4 Practical Steps to Building a Data Destruction Policy for Your Business

shutterstock_132620255Data security has become one of the highest priorities for business owners throughout the country in recent years. Reading about high profile cases of data breach, whether they were caused maliciously or accidentally, can make any business owner nervous. Could it happen to your business? While it’s impossible to completely remove the risk of data breach, there are steps you can take to significantly reduce that risk. Taking these steps to build a secure and reliable data destruction policy will help you avoid paying costly fines, dedicating time and resources to efforts to mitigate the damage, and suffering the embarrassment and loss of customer confidence associated with a data breach.

1. Identify the possible sources of data breach

Data breach, whether accidental or malicious, can be caused by any number of circumstances. In some cases, employees have simply misplaced laptops or other pieces of equipment that contain sensitive information. Other times, hackers infiltrate a business’s network and steal sensitive information. These are both relevant scenarios to plan for. One source of data breach that sometimes goes overlooked, however, is the process through which a business disposes of its used and retired IT equipment. Retired IT assets pass through a number of hands and/or locations before reaching their final disposition—usually recycling or remarketing. Without a secure and reliable asset tracking and data destruction procedures in place, data bearing devices could get out of your control.

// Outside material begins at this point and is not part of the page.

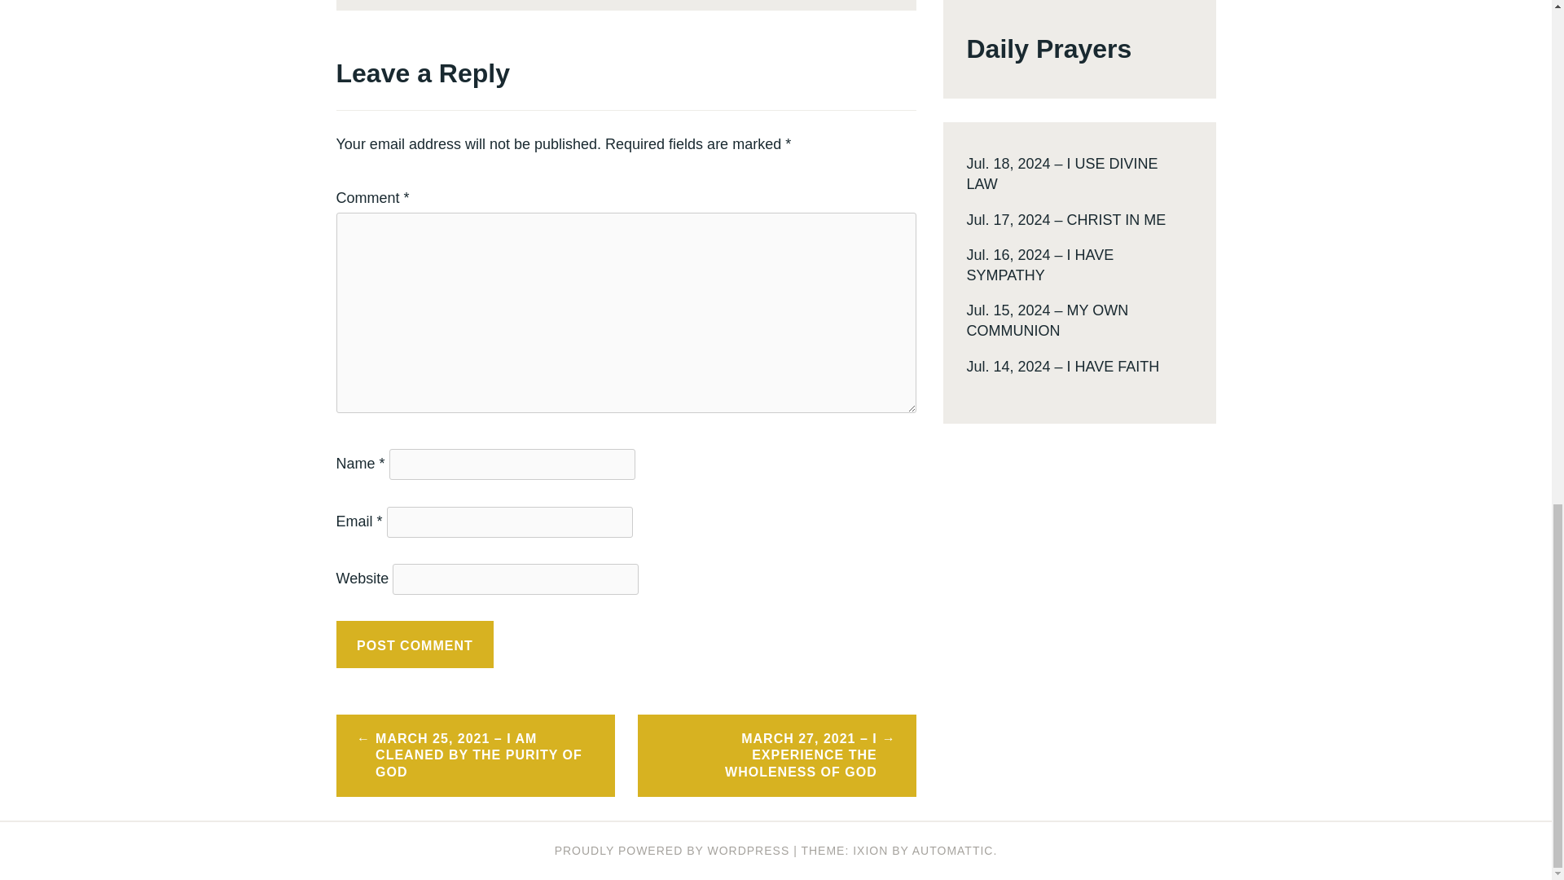 Image resolution: width=1564 pixels, height=880 pixels. I want to click on PROUDLY POWERED BY WORDPRESS, so click(672, 850).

2. Choose a data destruction method

Whenever your business sends equipment out to be recycled or resold, the sensitive data stored on hard drives and other storage media must be removed beyond any hope of recovery. One way to do this is to destroy the drives physically. This usually involves crushing or shredding equipment. However, wiping the data from the drives (data sanitization) while still allowing for their reuse is sometimes a more cost-effective method, especially if you plan on recovering some of your investment in the equipment on the resale market. In the data destruction industry, the NIST 800-88 standard is the reference to ensure data has been completely removed from a hard drive. (Prior to NIST 800-88, most people referenced DoD 5220.22-M). Take note, though, NIST 800-88 is not a government certification, it is a standard. And it only specifies the actual destruction method. To be sure your vendor is following a highly reliable standard like NIST 800-88, as well as industry best practices for overall secure destruction of your data, look for a certification from a leading third-party organization, like the National Association for Information Destruction (NAID).

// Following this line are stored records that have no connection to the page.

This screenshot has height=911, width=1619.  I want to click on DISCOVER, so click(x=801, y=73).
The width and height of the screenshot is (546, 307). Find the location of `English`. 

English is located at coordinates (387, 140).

3. Look for NAID AAA certification

Partnering your business with a NAID AAA certified vendor might be the most significant step you take in your data destruction policy. When a data destruction provider has received AAA certification from the National Association for Information Destruction (NAID), either for on-site or plant-based data sanitization, it shows that vendor has undergone a rigorous auditing process and has demonstrated its facilities, employees and data destruction practices meet the highest standards. These vendors will be compliant with NIST 800-88.

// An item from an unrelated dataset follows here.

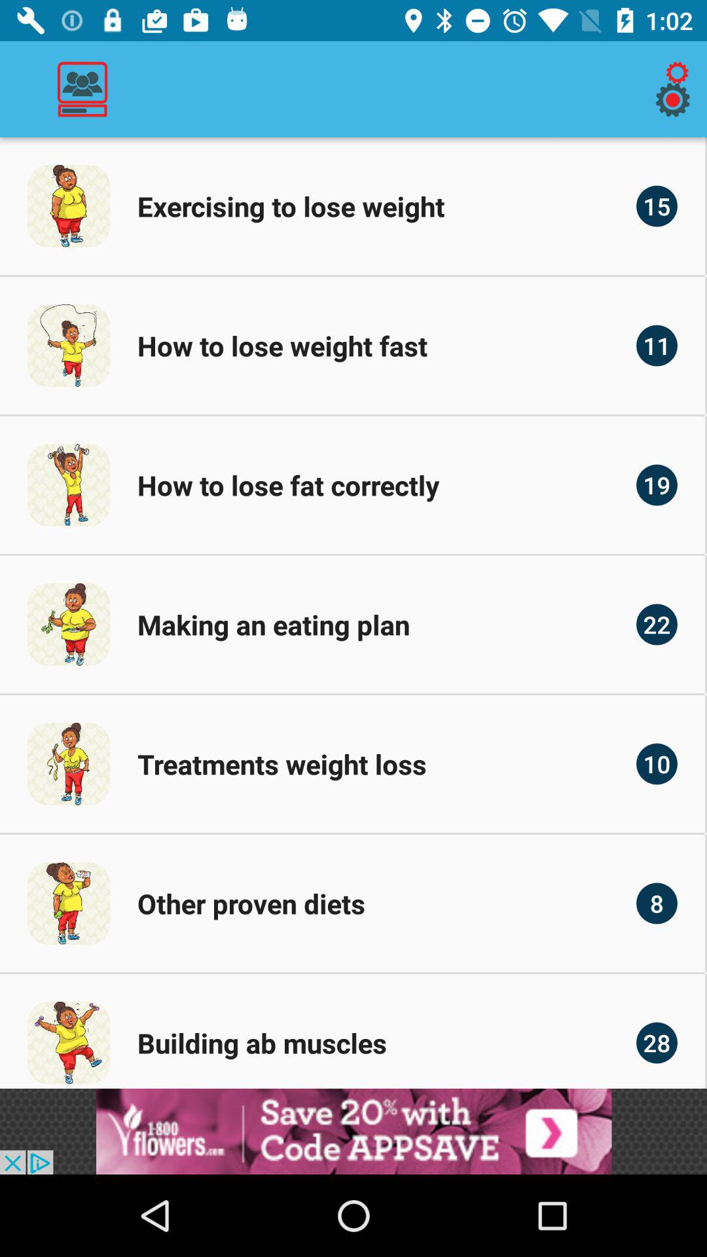 This screenshot has height=1257, width=707. What do you see at coordinates (69, 625) in the screenshot?
I see `select the image to the left of making an eating plan text` at bounding box center [69, 625].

4. Make data destruction part of your complete IT asset disposition plan

The process through which your business disposes of its retired IT assets includes many steps and many moving parts. For the most secure process, each step should be planned ahead of time, so everyone in your business knows the proper procedure for IT asset disposition and their place in it. Data destruction should be an integral part of this procedure.

To learn more about the best practices when it comes to asset disposition, check out our free guide – The IT Asset Manager’s Guide to Disposition. There you’ll learn all about how to minimize the costs and risks when wiping, and recycling or reselling your old IT assets.